The announcement of the membership of the C of E's Code of Practice working group is a very clear indication of the kind of recommendations it will make. There is to be just one "traditionalist," Bishop Martin Warner, out of a membership of eight. A report and some reactions from the Church Times here
Of course, in Wales we are waiting for a new bill to introduce women bishops to be brought before the Governing Body following the defeat of the last attempt a couple of years ago. It can only be a (very short) matter of time; there are undoubtedly some in highly influential positions in the Church in Wales who will be determined to reinforce their 'progressive' credentials by stealing a march on the Church of England by successfully reintroducing the bill sooner rather than later. I have heard the suggestion of September next year?

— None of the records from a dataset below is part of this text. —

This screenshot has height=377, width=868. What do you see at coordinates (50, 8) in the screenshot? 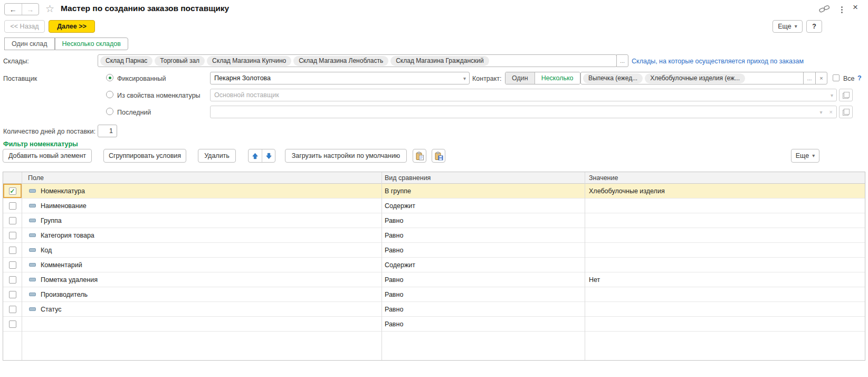
I see `favorite-star-icon: ☆` at bounding box center [50, 8].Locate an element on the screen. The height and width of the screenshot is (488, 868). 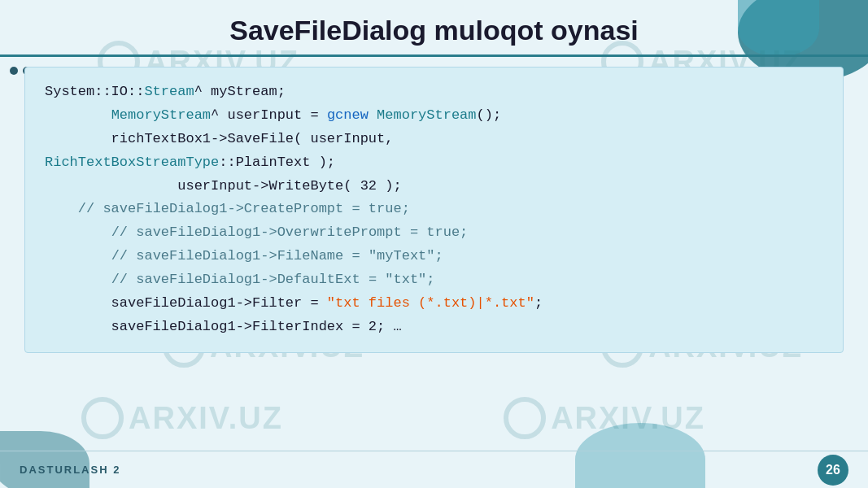
footer: DASTURLASH 2 26 is located at coordinates (434, 469).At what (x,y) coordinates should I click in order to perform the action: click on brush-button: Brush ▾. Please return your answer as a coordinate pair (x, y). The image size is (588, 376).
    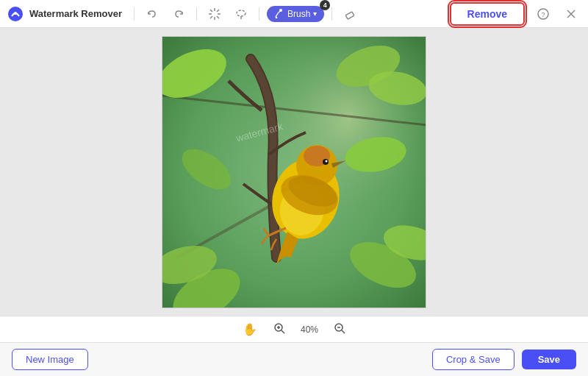
    Looking at the image, I should click on (295, 14).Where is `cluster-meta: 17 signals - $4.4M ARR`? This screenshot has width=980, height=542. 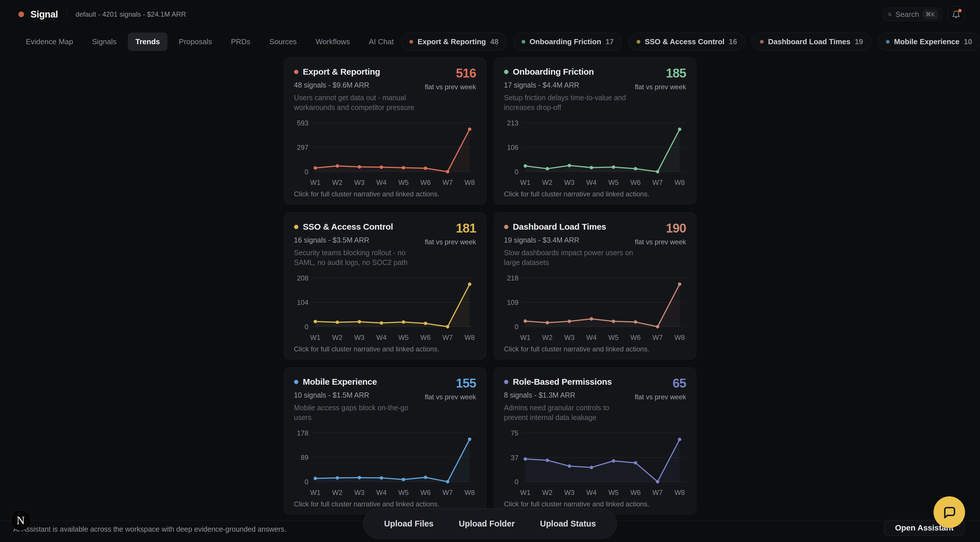
cluster-meta: 17 signals - $4.4M ARR is located at coordinates (570, 85).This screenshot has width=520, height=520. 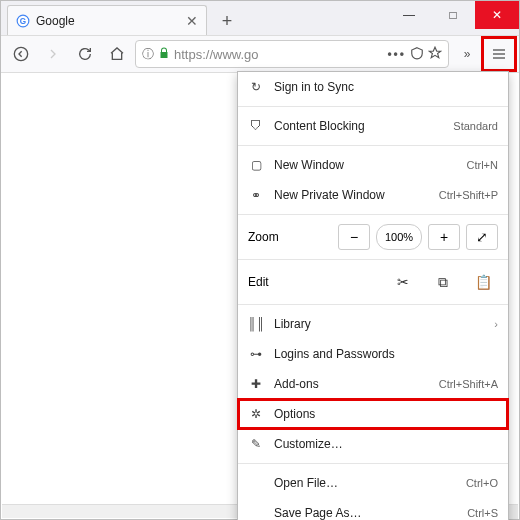 I want to click on menu-options: ✲ Options, so click(x=373, y=414).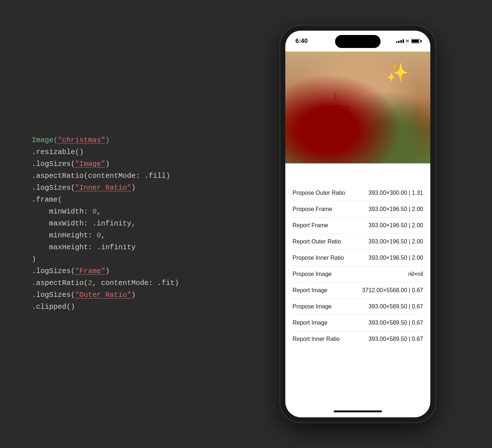  I want to click on row-label: Propose Frame, so click(312, 209).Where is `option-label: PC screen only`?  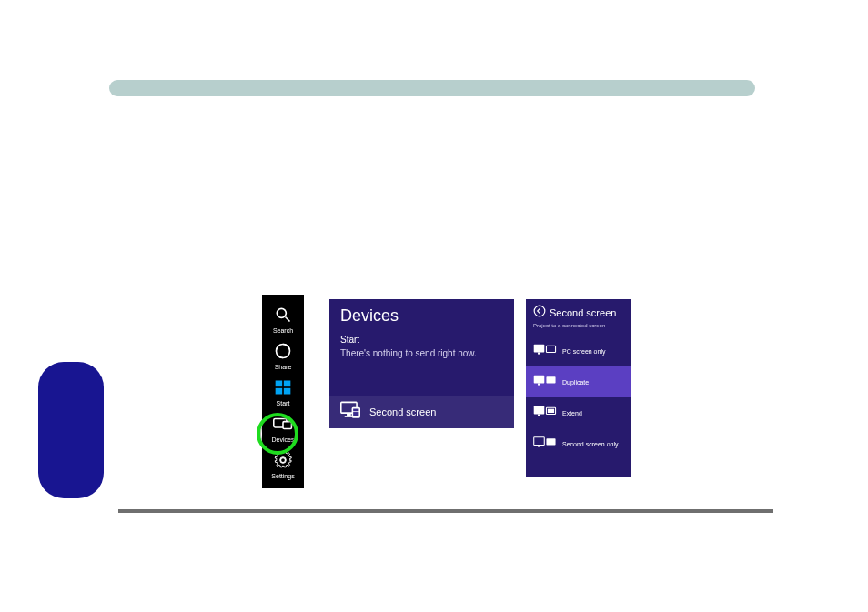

One thing is sure; when that time comes there will be no working party, no code of practice and no need to wait for Parliamentary approval. The latter is just one of the benefits of disestablishment in the eyes of some, although we might think the original framers of the Church in Wales Constitution would be somewhat taken aback at the ease at which this much vaunted (and necessary) freedom from State control is now being employed in the service of heterodoxy. One doesn't necessarily need to be part of an Established Church to believe in and implement a thoroughgoing 'erastianism.' Who now needs to be forced into following popular opinion? The work of secularisation is so much more smoothly done if one simply steps up of one's own free will to imitate prevailing fashion without troubling to interrogate it by means of scripture and the tradition.
Whatever the problems of the Church of England, disestablishment by itself was clearly never the solution to them.